Almost unbelievably it gets even worse. The district through the Quality Education for All initiative has invested fifty million dollars over three years into thirty six schools on the north and west sides of town. The district is calling these schools the transformation schools.

They are using the money to put in extra resources and financing a massive merit pay scheme designed to attract the best and brightest to those schools. Now I think it’s going to end up being a waste of money and its beginning to look like the district thinks so too because most of the schools they want to fundamentally change are part of the QEA schools. The QEA is barely a year old and the district is already throwing its hands up and saying, you know what let’s try something new.

So let me sum up, we have two well off white school board members telling the north and west sides of town that their opinions about the future of their schools don’t matter supporting proposals at least some of which not even the superintendent who made them believes in while initiating the district’s second massive turnaround plan in a little over a year and a half a year and a year and a half before the first is supposed to come to a close.
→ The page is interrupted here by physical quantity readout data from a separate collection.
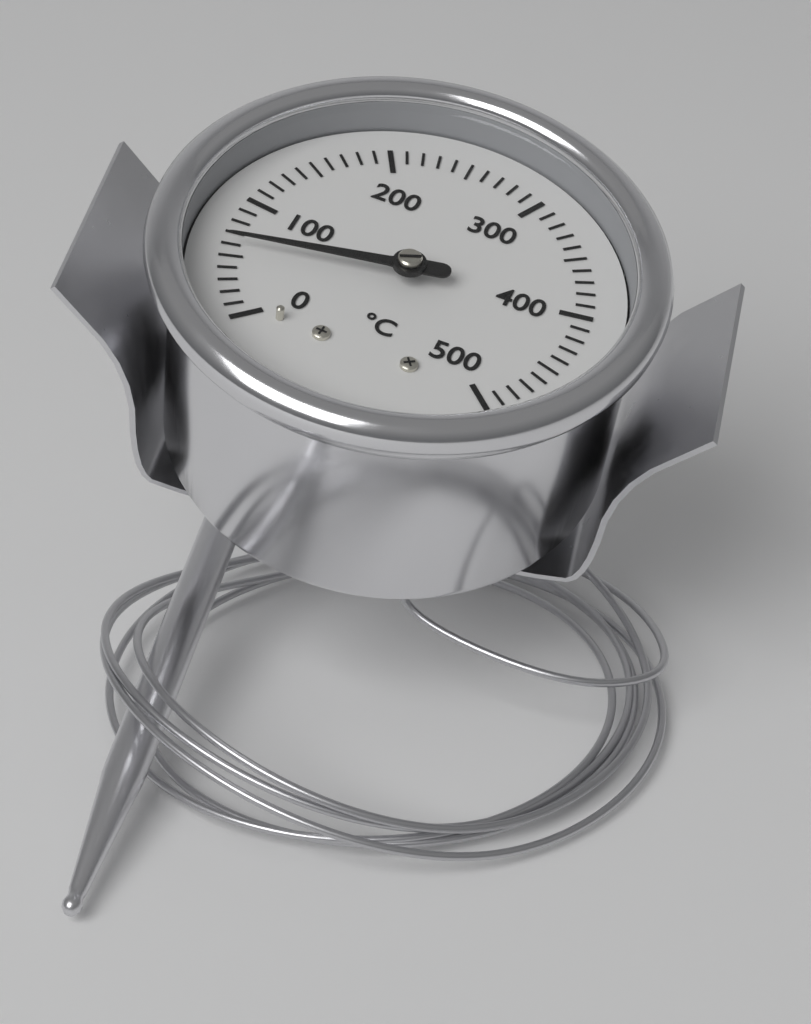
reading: 60 °C
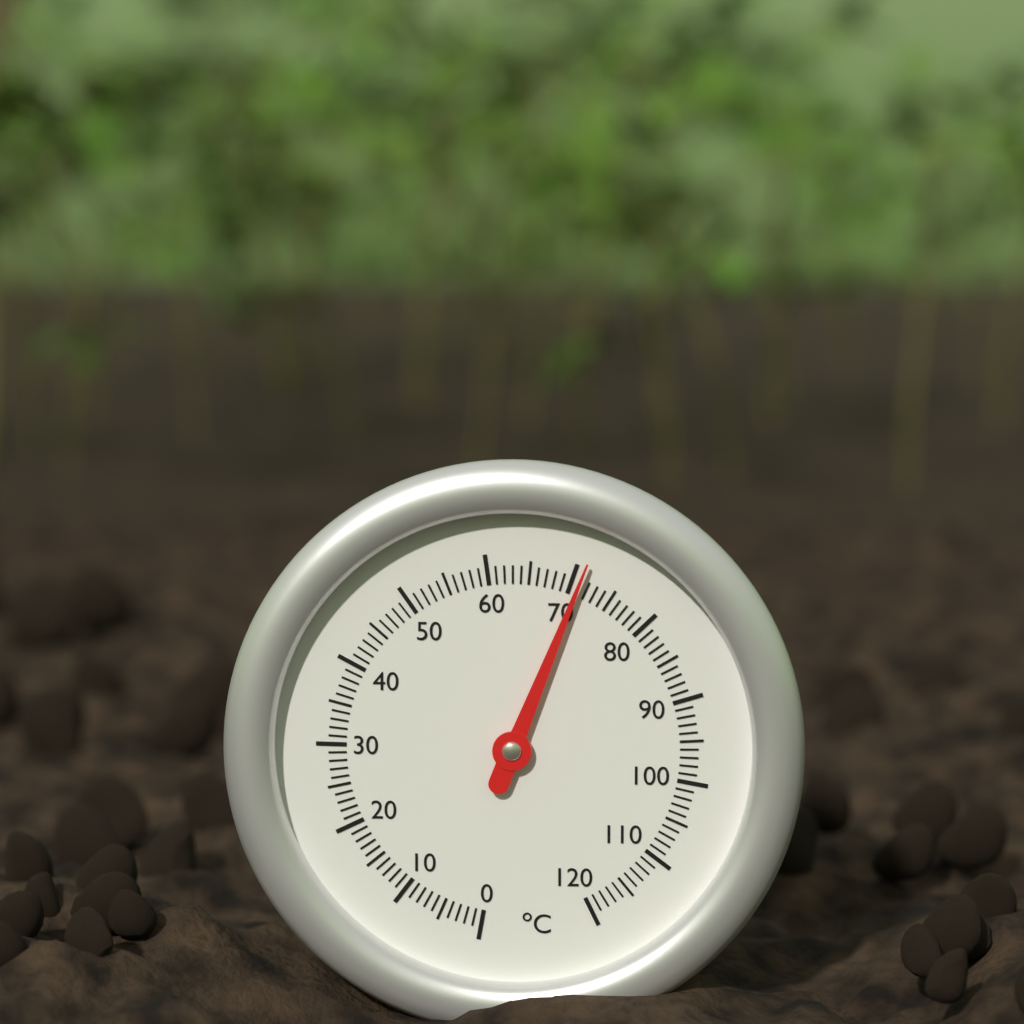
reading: 71 °C
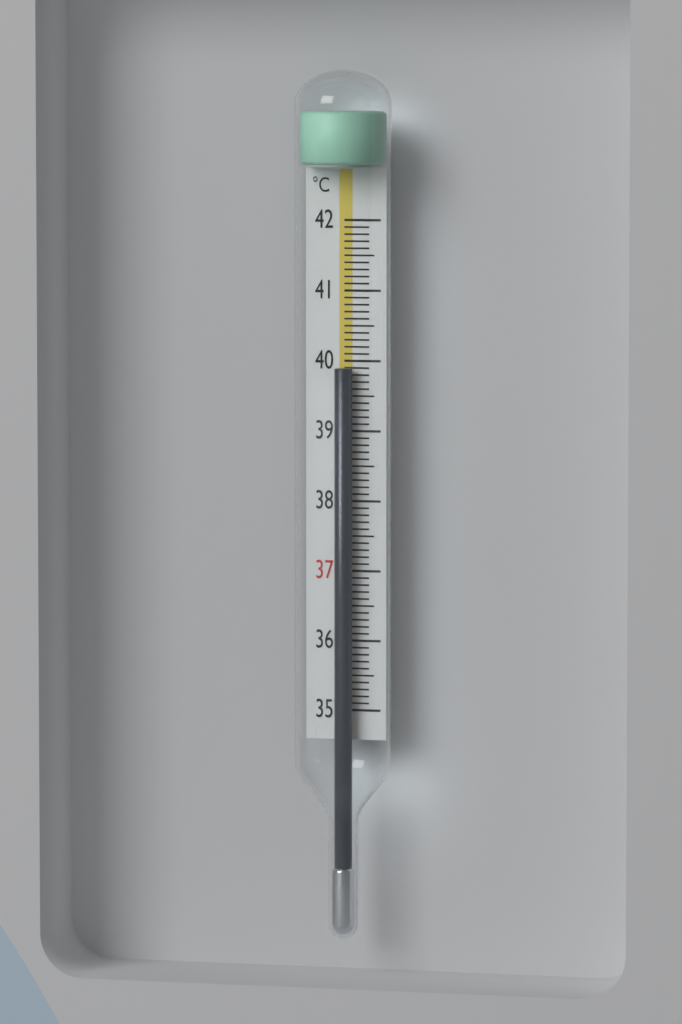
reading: 39.9 °C
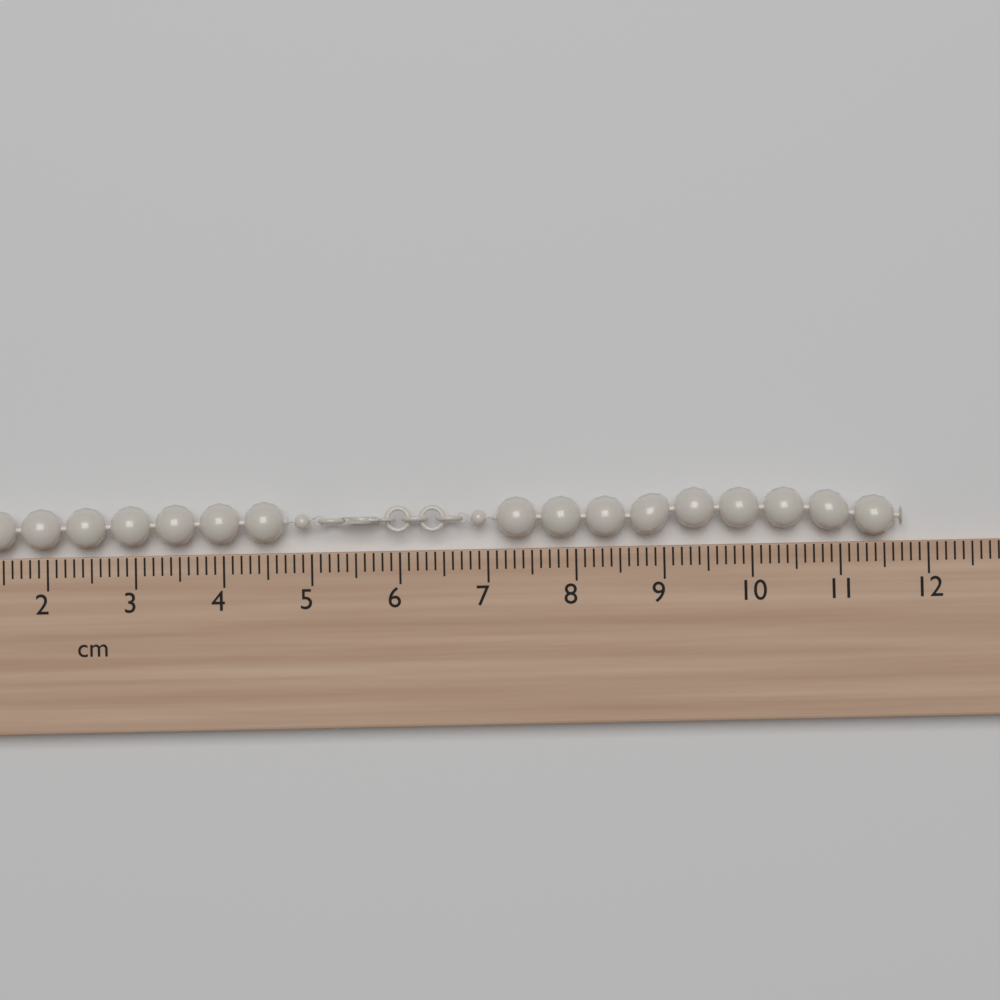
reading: 11.7 cm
We have problems here in Duval County, I can’t sugar coat them but the biggest one by far is a lack of effective leadership.

2 comments:

  1. They will reconsider and vote to delay when Grimes is back. Now there's a story to pursue. Why was she absent given the importance of the issues in front of the school board? But I agree with you, Shine and Fischer have put the lie to any belief that they have the empathy to be effective board members. Vitti said we should take the time we need to get the FSA, scoring, and school accountability right. He is bucking the state on that. Why doesn't he, Shine, and Fischer believe that about these radical changes? (Radical meaning at the root, fundamental changes in these schools and what they offer.)

    ReplyDelete
  2. Hazouri was smart enough to know to watch Joey Wise about the finances and the flim-flam games the one-time superintendent played during his years in Delaware. Too bad Scott and Fischer are too busy building their resumes to do any useful service on the school board.